Wednesday, October 3, 2012

Grizzly Bear Members Are Indie-Rock Royalty, But What Does That Buy Them in 2012?


The 6,000-capacity Radio City Music Hall fills with a cheery and stylish crowd of fans, and the band is welcomed, briefly, home. “This is surreal,” Droste announces as they take the stage. “Makes me think back to our first show, at Zebulon, in 2004.” Back then, he was too nervous to stand in front of an audience; the band sat for almost a full year. Now they’re on their feet on a grand stage, a system of eighteen cloth-wrapped lamps floating behind them like synchronized-swimming jellyfish, digging into the squall of guitars that closes a new single, “Yet Again,” or ending the evening with a gorgeously intimate version of the song “All We Ask.” Shields, meanwhile, is about to debut at No. 7 on the Billboard album chart.
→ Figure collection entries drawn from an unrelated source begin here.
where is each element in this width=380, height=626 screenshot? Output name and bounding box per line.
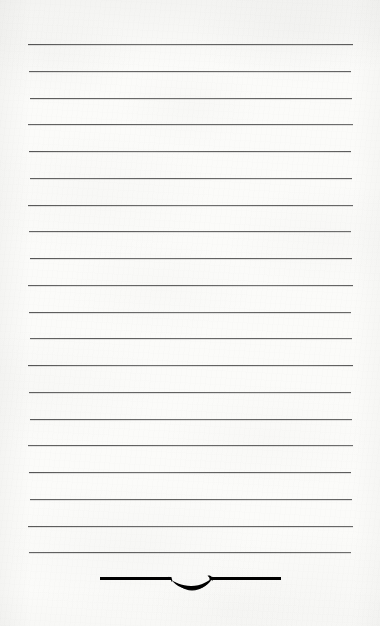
ruled-line	[28, 44, 353, 45]
ruled-line	[30, 419, 352, 420]
ruled-line	[29, 392, 351, 393]
ruled-lines-group	[0, 0, 380, 626]
ruled-line	[28, 526, 353, 527]
ruled-line	[29, 151, 351, 152]
ruled-line	[29, 552, 351, 553]
ruled-line	[30, 499, 352, 500]
ruled-line	[29, 71, 351, 72]
notepaper-page	[0, 0, 380, 626]
ruled-line	[28, 365, 353, 366]
ruled-line	[28, 124, 353, 125]
ruled-line	[30, 258, 352, 259]
ruled-line	[30, 98, 352, 99]
ruled-line	[29, 231, 351, 232]
ruled-line	[28, 445, 353, 446]
leaf-flourish-divider-icon	[100, 570, 281, 596]
ruled-line	[29, 472, 351, 473]
ruled-line	[29, 312, 351, 313]
ruled-line	[30, 338, 352, 339]
ruled-line	[28, 285, 353, 286]
ruled-line	[28, 205, 353, 206]
ruled-line	[30, 178, 352, 179]
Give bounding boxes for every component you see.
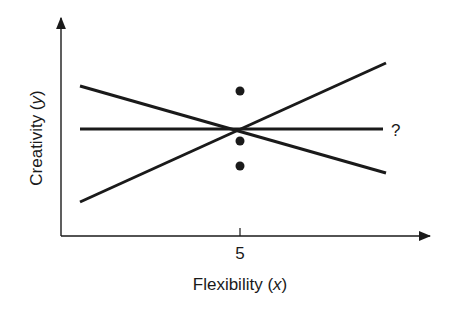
y-axis-label: Creativity (y)	[27, 90, 46, 185]
x-tick-label: 5	[235, 244, 244, 263]
data-point-middle	[236, 137, 245, 146]
data-point-top	[236, 87, 245, 96]
positive-slope-line	[80, 63, 386, 202]
question-mark-annotation: ?	[391, 121, 400, 140]
x-axis-label: Flexibility (x)	[193, 275, 287, 294]
regression-diagram: 5 Flexibility (x) Creativity (y) ?	[0, 0, 454, 316]
data-point-bottom	[236, 162, 245, 171]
This is a long way from Zebulon, and certainly not a place an indie act from the cafés and warehouse spaces of Williamsburg could reasonably expect to wind up.
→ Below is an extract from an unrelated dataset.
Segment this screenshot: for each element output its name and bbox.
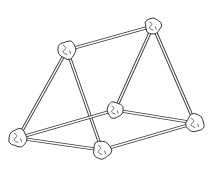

Still, the question of how “big” Grizzly Bear are—where they fall on the long scale between celebrity megastars and those unwashed touring-in-vans-for-the-love-of-it indie rockers whose days consist of, as Droste remembers it, “cars breaking down, sleeping on floors, being allergic to the cat in someone’s house, making literally no money, playing in a diner, having ten people show up, being like Why are we doing this?, eating beef jerky from the gas station for protein”—is a funny and unsettled one, and its answer might depend on your perspective.  (...)
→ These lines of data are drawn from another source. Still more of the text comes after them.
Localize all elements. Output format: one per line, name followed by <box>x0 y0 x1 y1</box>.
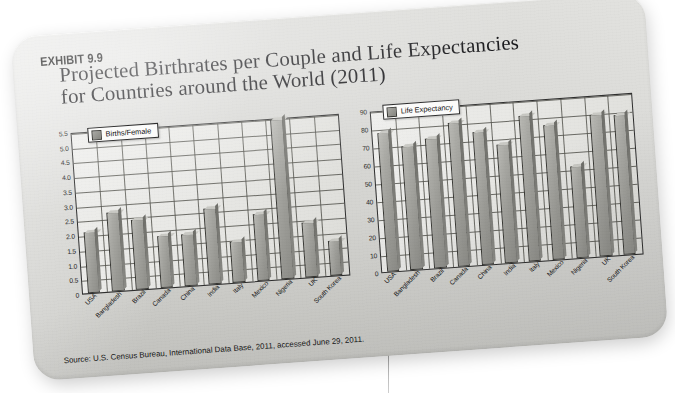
bar <box>181 233 197 286</box>
y-tick-label: 60 <box>363 162 371 169</box>
bar <box>448 122 471 267</box>
legend-label-births: Births/Female <box>105 126 151 138</box>
legend-swatch-icon <box>386 106 397 117</box>
bar <box>270 119 294 279</box>
legend-swatch-icon <box>91 129 102 140</box>
x-tick-label: UK <box>601 255 612 266</box>
y-tick-label: 10 <box>370 252 378 259</box>
bar <box>157 235 173 288</box>
bar <box>327 240 342 276</box>
card-surface: EXHIBIT 9.9 Projected Birthrates per Cou… <box>10 0 668 381</box>
x-tick-label: Canada <box>448 265 469 286</box>
y-tick-label: 2.5 <box>65 218 74 226</box>
x-tick-label: Brazil <box>429 267 445 283</box>
bar <box>543 124 565 260</box>
bar <box>570 165 589 258</box>
y-tick-label: 1.0 <box>68 262 77 270</box>
bar <box>402 145 423 270</box>
bars-births <box>72 115 350 294</box>
y-tick-label: 70 <box>362 144 370 151</box>
x-tick-label: India <box>206 283 221 298</box>
x-tick-label: Nigeria <box>569 257 588 276</box>
x-tick-label: Italy <box>232 281 245 294</box>
exhibit-card: EXHIBIT 9.9 Projected Birthrates per Cou… <box>10 0 668 381</box>
x-tick-label: Mexico <box>545 258 564 277</box>
bar <box>106 212 124 291</box>
y-tick-label: 4.0 <box>62 174 71 182</box>
x-tick-label: Canada <box>151 287 172 308</box>
source-note: Source: U.S. Census Bureau, Internationa… <box>63 335 364 366</box>
y-tick-label: 4.5 <box>61 159 70 167</box>
bar <box>131 219 149 290</box>
x-tick-label: Nigeria <box>274 278 293 297</box>
chart-births-per-female: 00.51.01.52.02.53.03.54.04.55.05.5 USABa… <box>43 108 357 335</box>
x-tick-label: Brazil <box>131 288 147 304</box>
bar <box>590 114 612 257</box>
bar <box>203 208 221 284</box>
y-tick-label: 80 <box>361 126 369 133</box>
y-tick-label: 3.0 <box>64 203 73 211</box>
bars-life <box>371 94 643 272</box>
bar <box>253 213 270 281</box>
plot-area-life <box>370 93 644 273</box>
bar <box>230 241 245 283</box>
bar <box>425 138 447 268</box>
x-tick-label: USA <box>84 292 98 306</box>
bar <box>497 144 518 264</box>
chart-life-expectancy: 0102030405060708090 USABangladeshBrazilC… <box>348 87 650 313</box>
bar <box>83 231 100 293</box>
y-tick-label: 2.0 <box>66 233 75 241</box>
y-tick-label: 50 <box>365 180 373 187</box>
x-tick-label: China <box>476 264 493 281</box>
y-tick-label: 20 <box>368 234 376 241</box>
x-tick-label: UK <box>307 276 318 287</box>
bar <box>377 133 399 272</box>
x-tick-label: Italy <box>527 260 540 273</box>
x-tick-label: China <box>179 285 196 302</box>
x-tick-label: USA <box>383 270 397 284</box>
y-tick-label: 0.5 <box>69 277 78 285</box>
x-tick-label: Bangladesh <box>94 290 123 319</box>
legend-label-life: Life Expectancy <box>400 103 453 116</box>
y-tick-label: 90 <box>359 108 367 115</box>
x-tick-label: Bangladesh <box>392 269 421 298</box>
bar <box>302 222 319 278</box>
x-tick-label: Mexico <box>250 280 269 299</box>
y-tick-label: 1.5 <box>67 247 76 255</box>
y-tick-label: 40 <box>366 198 374 205</box>
y-tick-label: 5.5 <box>59 130 68 138</box>
y-tick-label: 30 <box>367 216 375 223</box>
y-tick-label: 5.0 <box>60 145 69 153</box>
bar <box>472 131 494 265</box>
x-tick-label: India <box>502 262 517 277</box>
bar <box>614 114 636 255</box>
y-tick-label: 3.5 <box>63 189 72 197</box>
bar <box>519 115 542 261</box>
For much of the late-twentieth century, you might have assumed that musicians with a top-twenty sales week and a Radio City show—say, the U2 tour in 1984, after The Unforgettable Fire—made at least as much as their dentists. Those days are long and irretrievably gone, but some of the mental habits linger. “People probably have an inflated idea of what we make,” says Droste. “Bands appear so much bigger than they really are now, because no one’s buying records. But they’ll go to giant shows.” Grizzly Bear tours for the bulk of its income, like most bands; licensing a song might provide each member with “a nice little ‘Yay, I don’t have to pay rent for two months.’ ” They don’t all have health insurance. Droste’s covered via his husband, Chad, an interior designer; they live in the same 450-square-foot Williamsburg apartment he occupied before Yellow House. When the band tours, it can afford a bus, an extra keyboard player, and sound and lighting engineers. (That U2 tour had a wardrobe manager.) After covering expenses like recording, publicity, and all the other machinery of a successful act (“Agents, lawyers, tour managers, the merch girl, the venues take a merch cut; Ticketmaster takes their cut; the manager gets a percentage; publishers get a percentage”), Grizzly Bear’s members bring home … well, they’d rather not get into it. “I just think it’s inappropriate,” says Droste. “Obviously we’re surviving. Some of us have health insurance, some of us don’t, we basically all live in the same places, no one’s renting private jets. Come to your own conclusions.”

Rock bands are generally obligated to express profound gratitude for any kind of success, and Grizzly Bear’s seems thoroughly genuine. They will also acknowledge that it’s “a weird life,” that it’s not always easy, that it requires a mix of sacrifice and raw compulsion and rigorous overhead-cutting, and that they sometimes wonder what they’d do if the band fell apart. Chris Bear is just now, for the first time, ceasing to handle management of their tours, though he still can explain the band’s accounting in detail, sounding almost guilty about any expenses that rise above a monastic level: The occasional hotel-room rental, he says, is so they can take showers, and the sound and lighting engineers are inarguable necessities. (“You can’t roll into Radio City and be like, ‘Yeah, just plug in my acoustic guitar and turn it up.’ ”) He and Droste go out of their way to stay in the top tier of an airline rewards program for the upgrades on long tour flights. (“I’m six-four,” says Droste, “and I don’t want to pay for business class.”) Sit down with the four of them, and you get the overall sense that the band’s high profile has taken them from ordinary early-twenties NYU grads—working as a temp, a caterer, a coffee-shop employee, and “the guy who edits out the coughs” in audio documentaries—to the early-thirties proprietors of a risky small business: very busy, stuck somewhere between “scraping by” and “comfortable enough,” and unsure how they’d ever manage to do things like support families or pay for any children’s educations, especially given the slim chances that this business will exist twenty or even ten years from now. “If your livelihood is in songwriting, you never know when that’s just gonna stop,” says Rossen. Now that they’ve reached success, they seem to wonder about stability. “There’s people that know they make X dollars a year, and that’s not going to change,” says Bear. “Or if anything, they’ll get a raise. That seems like a pretty reasonable setup, compared to maybe having one really good year, and then who knows what the future is.”